Then she swayed back and forth, wailing as if her heart was breaking. She piteously asked, “Why not take me with you, as you often said you would?”

“That would be impossible,” he replied. “You would not be happy among my people in a strange land; you are of another caste or race, and it would only make you unhappy to go there.”

“I have been your beloved wife, your pyari bibi here, why could I not be there also? I have lived here all these years, discarded and despised by my people because I was a sahib’s aurat, woman, but I loved you, I lived upon the thought of you. The very sound of your footsteps thrilled me with delight. I have been good enough for you as your wife through all these years, for you have called me your pyari bibi, your darling wife, a thousand times, and now you will cast me off and get an English mem sahib. Allah! Allah! have mercy upon me! O my children, my children! They are your children. You were my God. I worshiped you when they were conceived. My love and adoration of you impressed your features upon them. They are more yours than mine, for I gave them no thought of myself but all of you.

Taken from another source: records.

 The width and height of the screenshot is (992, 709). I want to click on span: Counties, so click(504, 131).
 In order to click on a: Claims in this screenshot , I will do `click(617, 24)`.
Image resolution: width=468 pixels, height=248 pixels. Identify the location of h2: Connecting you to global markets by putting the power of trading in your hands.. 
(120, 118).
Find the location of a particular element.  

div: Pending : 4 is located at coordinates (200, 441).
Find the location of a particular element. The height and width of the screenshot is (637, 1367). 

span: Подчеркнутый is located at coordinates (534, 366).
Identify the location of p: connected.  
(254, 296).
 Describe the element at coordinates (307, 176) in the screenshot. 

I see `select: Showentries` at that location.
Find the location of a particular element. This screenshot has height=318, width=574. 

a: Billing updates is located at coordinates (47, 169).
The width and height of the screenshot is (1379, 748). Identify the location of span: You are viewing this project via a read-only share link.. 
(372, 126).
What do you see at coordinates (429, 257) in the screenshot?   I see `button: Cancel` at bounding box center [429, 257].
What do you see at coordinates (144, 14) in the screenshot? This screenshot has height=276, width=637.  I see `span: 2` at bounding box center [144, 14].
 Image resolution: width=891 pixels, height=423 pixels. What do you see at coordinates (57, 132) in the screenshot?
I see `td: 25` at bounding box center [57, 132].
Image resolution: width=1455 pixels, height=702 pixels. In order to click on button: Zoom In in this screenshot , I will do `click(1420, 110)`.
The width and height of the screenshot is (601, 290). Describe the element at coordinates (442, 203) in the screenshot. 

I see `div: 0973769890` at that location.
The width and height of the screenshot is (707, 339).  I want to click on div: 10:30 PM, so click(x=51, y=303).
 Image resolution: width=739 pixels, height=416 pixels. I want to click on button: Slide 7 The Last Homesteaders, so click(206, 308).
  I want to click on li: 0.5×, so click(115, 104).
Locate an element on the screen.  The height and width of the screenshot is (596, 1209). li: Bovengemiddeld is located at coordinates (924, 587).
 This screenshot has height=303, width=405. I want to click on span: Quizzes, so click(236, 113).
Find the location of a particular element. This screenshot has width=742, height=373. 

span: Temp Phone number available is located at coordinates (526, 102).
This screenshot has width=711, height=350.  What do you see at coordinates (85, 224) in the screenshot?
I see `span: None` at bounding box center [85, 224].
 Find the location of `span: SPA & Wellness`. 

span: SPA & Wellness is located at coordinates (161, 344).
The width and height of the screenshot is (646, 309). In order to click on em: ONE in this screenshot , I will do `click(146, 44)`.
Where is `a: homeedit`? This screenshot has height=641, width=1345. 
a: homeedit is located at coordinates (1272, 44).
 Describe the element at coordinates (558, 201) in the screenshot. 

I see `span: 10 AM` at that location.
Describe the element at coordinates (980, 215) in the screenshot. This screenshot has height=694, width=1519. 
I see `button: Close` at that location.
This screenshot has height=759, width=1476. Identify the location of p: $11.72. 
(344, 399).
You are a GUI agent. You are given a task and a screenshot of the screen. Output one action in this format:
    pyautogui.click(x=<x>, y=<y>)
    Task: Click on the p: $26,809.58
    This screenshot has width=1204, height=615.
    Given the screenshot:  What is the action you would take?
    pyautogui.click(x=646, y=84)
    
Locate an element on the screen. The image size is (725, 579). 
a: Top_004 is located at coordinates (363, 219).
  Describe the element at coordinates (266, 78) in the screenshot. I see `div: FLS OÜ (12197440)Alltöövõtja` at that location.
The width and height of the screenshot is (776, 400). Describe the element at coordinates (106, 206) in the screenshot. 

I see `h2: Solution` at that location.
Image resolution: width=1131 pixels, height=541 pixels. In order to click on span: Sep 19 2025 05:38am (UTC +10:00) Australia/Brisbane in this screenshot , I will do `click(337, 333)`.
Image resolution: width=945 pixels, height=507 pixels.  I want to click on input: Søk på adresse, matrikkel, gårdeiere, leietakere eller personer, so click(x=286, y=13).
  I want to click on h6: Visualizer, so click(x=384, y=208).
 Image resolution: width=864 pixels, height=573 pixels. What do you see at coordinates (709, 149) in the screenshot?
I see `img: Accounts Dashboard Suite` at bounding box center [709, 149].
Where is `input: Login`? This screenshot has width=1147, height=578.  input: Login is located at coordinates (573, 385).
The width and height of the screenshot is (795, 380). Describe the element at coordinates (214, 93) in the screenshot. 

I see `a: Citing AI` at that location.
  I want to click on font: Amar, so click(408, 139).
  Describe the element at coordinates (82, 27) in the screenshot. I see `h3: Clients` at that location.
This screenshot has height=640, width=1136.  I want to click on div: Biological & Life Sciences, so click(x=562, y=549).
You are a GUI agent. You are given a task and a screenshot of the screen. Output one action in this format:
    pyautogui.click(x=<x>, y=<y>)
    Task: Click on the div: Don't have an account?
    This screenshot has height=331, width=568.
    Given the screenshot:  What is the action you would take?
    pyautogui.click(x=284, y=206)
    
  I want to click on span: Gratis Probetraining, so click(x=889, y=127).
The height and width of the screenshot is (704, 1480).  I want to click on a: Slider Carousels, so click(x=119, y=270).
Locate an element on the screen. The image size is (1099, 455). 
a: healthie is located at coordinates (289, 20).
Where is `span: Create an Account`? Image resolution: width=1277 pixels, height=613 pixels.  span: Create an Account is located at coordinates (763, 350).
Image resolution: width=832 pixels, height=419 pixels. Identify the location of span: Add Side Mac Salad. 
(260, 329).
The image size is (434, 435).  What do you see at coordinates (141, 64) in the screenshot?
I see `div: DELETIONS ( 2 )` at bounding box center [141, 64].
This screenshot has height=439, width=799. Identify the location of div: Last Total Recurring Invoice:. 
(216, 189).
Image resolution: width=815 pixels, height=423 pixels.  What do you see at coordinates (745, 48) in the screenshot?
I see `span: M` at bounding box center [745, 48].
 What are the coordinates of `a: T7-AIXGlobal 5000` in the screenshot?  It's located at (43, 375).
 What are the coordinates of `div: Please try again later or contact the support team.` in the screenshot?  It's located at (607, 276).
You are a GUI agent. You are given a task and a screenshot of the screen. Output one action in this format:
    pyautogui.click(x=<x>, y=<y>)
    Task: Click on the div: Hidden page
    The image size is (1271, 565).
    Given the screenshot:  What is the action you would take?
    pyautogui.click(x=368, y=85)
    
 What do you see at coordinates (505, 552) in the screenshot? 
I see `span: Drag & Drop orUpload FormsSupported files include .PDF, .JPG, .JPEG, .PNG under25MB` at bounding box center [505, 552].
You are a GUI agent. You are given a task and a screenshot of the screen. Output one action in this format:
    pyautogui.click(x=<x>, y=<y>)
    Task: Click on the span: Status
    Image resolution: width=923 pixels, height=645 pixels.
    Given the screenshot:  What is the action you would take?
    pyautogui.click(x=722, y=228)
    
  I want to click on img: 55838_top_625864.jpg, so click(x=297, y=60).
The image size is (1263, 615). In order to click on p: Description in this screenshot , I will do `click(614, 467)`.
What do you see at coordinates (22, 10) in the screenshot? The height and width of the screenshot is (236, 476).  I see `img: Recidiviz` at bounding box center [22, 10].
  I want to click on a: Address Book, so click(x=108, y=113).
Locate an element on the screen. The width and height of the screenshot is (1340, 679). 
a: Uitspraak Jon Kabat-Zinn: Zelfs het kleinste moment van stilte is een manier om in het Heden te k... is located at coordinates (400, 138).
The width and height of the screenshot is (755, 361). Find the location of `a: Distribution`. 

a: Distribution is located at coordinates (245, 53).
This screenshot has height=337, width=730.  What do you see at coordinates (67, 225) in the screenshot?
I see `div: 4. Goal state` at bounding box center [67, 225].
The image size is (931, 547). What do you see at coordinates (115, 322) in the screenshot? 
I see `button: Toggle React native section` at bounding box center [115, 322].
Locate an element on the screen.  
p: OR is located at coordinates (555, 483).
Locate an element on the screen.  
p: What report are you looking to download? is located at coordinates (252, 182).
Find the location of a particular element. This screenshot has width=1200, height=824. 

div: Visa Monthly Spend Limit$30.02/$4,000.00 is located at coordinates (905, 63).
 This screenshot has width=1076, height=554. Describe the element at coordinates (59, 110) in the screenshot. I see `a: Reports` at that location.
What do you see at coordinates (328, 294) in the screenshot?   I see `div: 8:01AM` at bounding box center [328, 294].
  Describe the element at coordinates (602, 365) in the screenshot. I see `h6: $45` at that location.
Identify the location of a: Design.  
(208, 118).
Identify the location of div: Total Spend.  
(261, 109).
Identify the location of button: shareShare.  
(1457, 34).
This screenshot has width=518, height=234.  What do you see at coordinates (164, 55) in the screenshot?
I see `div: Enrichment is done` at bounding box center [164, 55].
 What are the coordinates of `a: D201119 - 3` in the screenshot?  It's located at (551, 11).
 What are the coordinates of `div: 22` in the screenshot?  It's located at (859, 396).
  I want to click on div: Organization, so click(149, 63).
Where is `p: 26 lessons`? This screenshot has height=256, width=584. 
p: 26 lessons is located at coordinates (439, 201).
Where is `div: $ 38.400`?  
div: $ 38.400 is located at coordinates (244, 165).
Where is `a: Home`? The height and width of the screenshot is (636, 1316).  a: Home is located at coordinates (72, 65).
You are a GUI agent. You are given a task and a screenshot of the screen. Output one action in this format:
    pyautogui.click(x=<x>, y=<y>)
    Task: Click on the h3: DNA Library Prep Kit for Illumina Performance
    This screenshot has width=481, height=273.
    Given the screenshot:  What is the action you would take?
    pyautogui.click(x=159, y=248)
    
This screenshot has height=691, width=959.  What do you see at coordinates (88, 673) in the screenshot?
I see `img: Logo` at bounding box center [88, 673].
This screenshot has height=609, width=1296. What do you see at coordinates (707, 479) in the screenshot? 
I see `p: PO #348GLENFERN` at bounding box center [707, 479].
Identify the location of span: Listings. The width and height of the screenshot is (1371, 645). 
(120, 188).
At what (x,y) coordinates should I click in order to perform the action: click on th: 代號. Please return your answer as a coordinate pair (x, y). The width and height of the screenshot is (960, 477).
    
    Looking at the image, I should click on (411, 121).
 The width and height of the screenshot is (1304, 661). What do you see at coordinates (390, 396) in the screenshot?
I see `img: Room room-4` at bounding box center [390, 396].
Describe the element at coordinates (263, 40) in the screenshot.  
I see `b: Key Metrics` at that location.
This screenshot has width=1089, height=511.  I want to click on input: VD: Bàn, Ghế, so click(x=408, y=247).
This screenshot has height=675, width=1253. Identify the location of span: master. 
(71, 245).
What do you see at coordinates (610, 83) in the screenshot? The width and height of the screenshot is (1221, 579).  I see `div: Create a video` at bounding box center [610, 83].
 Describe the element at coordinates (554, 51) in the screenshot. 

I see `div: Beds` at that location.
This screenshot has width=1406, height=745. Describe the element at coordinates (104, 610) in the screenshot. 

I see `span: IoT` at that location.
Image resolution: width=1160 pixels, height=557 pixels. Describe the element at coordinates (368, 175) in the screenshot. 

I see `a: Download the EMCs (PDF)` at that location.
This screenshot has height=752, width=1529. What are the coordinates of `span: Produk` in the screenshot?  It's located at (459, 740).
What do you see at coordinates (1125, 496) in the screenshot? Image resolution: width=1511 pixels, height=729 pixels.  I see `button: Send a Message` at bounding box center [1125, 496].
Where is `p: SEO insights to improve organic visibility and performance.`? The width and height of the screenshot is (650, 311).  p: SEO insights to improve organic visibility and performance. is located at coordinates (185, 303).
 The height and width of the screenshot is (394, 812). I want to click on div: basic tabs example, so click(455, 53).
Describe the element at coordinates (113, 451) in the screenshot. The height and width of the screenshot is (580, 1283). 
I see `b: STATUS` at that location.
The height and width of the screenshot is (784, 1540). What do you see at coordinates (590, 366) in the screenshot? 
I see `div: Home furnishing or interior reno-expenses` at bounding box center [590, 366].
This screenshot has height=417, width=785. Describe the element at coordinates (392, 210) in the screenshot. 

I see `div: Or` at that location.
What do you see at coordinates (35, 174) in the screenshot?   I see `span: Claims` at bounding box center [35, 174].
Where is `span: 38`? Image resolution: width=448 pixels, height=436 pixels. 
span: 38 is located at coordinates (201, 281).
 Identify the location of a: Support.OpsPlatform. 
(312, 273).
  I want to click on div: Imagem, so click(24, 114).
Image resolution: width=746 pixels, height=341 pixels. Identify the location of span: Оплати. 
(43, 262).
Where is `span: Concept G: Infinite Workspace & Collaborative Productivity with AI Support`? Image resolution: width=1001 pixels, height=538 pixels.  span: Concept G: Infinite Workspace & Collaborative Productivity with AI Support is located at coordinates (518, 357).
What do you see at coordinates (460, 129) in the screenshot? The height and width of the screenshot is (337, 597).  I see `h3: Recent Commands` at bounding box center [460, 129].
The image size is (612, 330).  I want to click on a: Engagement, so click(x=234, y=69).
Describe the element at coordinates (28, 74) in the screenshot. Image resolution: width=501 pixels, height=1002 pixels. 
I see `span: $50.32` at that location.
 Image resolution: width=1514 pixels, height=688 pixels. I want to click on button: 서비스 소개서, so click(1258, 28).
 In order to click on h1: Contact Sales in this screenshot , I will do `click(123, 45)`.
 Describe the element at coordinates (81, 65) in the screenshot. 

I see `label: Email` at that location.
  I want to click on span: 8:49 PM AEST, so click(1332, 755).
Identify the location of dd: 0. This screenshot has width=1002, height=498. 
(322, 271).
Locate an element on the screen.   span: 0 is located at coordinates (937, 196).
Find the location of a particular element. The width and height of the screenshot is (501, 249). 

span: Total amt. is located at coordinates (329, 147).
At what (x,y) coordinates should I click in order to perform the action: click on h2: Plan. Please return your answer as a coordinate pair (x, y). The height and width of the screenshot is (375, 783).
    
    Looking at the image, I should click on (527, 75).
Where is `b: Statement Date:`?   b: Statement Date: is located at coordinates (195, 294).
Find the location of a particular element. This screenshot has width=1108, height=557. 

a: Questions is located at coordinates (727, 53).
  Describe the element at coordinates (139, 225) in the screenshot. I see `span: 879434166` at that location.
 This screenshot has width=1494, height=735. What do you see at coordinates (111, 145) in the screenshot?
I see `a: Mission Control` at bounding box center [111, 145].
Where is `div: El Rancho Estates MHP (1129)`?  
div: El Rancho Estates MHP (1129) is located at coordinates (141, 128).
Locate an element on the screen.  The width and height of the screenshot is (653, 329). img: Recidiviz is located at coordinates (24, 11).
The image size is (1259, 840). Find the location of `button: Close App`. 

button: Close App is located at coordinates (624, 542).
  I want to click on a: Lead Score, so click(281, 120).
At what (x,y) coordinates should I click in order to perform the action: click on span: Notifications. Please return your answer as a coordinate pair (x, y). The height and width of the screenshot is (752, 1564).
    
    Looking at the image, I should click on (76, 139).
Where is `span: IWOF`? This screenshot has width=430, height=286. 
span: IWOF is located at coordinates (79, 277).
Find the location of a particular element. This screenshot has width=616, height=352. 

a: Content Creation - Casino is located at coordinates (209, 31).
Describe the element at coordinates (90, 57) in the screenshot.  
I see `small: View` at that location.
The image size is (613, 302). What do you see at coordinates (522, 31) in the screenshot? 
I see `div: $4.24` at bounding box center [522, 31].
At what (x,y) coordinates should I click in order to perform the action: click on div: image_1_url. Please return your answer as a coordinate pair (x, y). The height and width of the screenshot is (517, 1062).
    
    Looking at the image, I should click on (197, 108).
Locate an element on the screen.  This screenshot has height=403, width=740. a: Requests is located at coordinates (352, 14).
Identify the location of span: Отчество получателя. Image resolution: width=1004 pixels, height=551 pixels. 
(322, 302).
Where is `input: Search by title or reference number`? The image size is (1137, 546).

They are yours, of your own flesh and blood. How can you forsake them? How can you be so cruel to them and me?”

She ceased, bitterly weeping. He stood speechless, somewhat moved by her piteous appeals, yet as I remember him, he regarded her with a look of hardened contempt. A moment after uttering the last words she quickly threw the rupees from her lap, scattering them all over the floor and leaping from the charpoy, flung herself at his feet and putting her arms around his legs placed her face upon his boots, wailing piteously and praying him not to desert his children.

“Throw me aside forever,” she said, “but, oh! the children, your own children, do not forsake them! For Allah’s sake, take care of them.”

Her long abundant black hair fell over her shoulders. Her face showed the intense agony of her soul and her large eyes filled with tears that dropped from her face as if each one was a drop of hot blood from her heart. He remained silent, as I remember him, with a cold brutal indifference, without saying a word until she seemed nearly exhausted in her anguish. He then lifted her up and placed her upon the charpoy, and taking her hand saying, “I cannot help it, pyari, it is my kismet, I must go,” and kissing her, said: “Salaam, good-bye, God bless you,” and rushed from the room.

Is it strange that I should remember such a scene? This was my first consciousness of life. I remember nothing previous to that night, and what I saw and heard then was burned into my very being to remain a part of it as long as I continue to be. She was my mother, my own, my darling mama. I am now an old man and the sands in my hour-glass are nearly run out. I have had trials enough to have hardened all my feelings into iron, yet as I think of my dear little mama, in her agony and despair on that memorable night, great tears run down my furrowed cheeks. I cannot help their coming, and I would not if I could. Blessed tears! that relieve us in our sorrows and moisten our hearts with tenderness. It was a strange scene to me. I was frightened into silence and could not stir, and dared not cry. I could understand that my mama was in great trouble, though I knew not why it was, nothing of the cause of it. I sat in a corner partly concealed by a cloth hung on a rope that was stretched across the room. I now see every little thing as it was then, my mother’s eyes, the big tear drops on her cheeks are now in my sight, after all these years, just as I saw them then. I hear my mama’s voice, its wailing tones of entreaty, of despair. I see her body quivering in her agony as she was clinging to the feet of the sahib, just as vividly as if she was before me now.

As I learned afterward, he used to come late at night, so that I was asleep in a little side room when he came. At the front of the court was a large gate, but I was told the sahib never came in by that way. At the back end of the court there was a little narrow door, through which the rubbish and sweepings were carried and thrown, into a gully that wound its way to the old canal beyond the city. It was by the gully where the rubbish lay and through the door by which the sweepings went out that the sahib came in, never by daylight, but always near dead of night.

Shall I now express my opinion of that very brave Christian English gentleman? coming up through that stinking gully, through that little back door at the hour of midnight? A man who would do that would not only destroy the woman he had called his wife, make outcasts of his own children, but would barter his own soul and betray his God to gratify his lust. But I must not let my feelings overcome me. Yet I cannot help saying that often since then, when I have thought of that night scene, I have felt like tearing a passion to tatters, aye more than that, to be really truthful, to murder somebody; even that man, my own father, for the infamous wrong done my darling mother.

As I have said, when this sahib so suddenly appeared I was terribly frightened. He seemed to me a giant, so tall and big. Then the ghastly pale face; the reddish hair; the strange clothes, he might be one of the bhuts or jins that carry away little boys and eat them, one each day, for his dinner. Was it strange then, that I sat crouching in my corner, scarcely daring to breathe, lest he might hear me and seize me for his next day’s meal?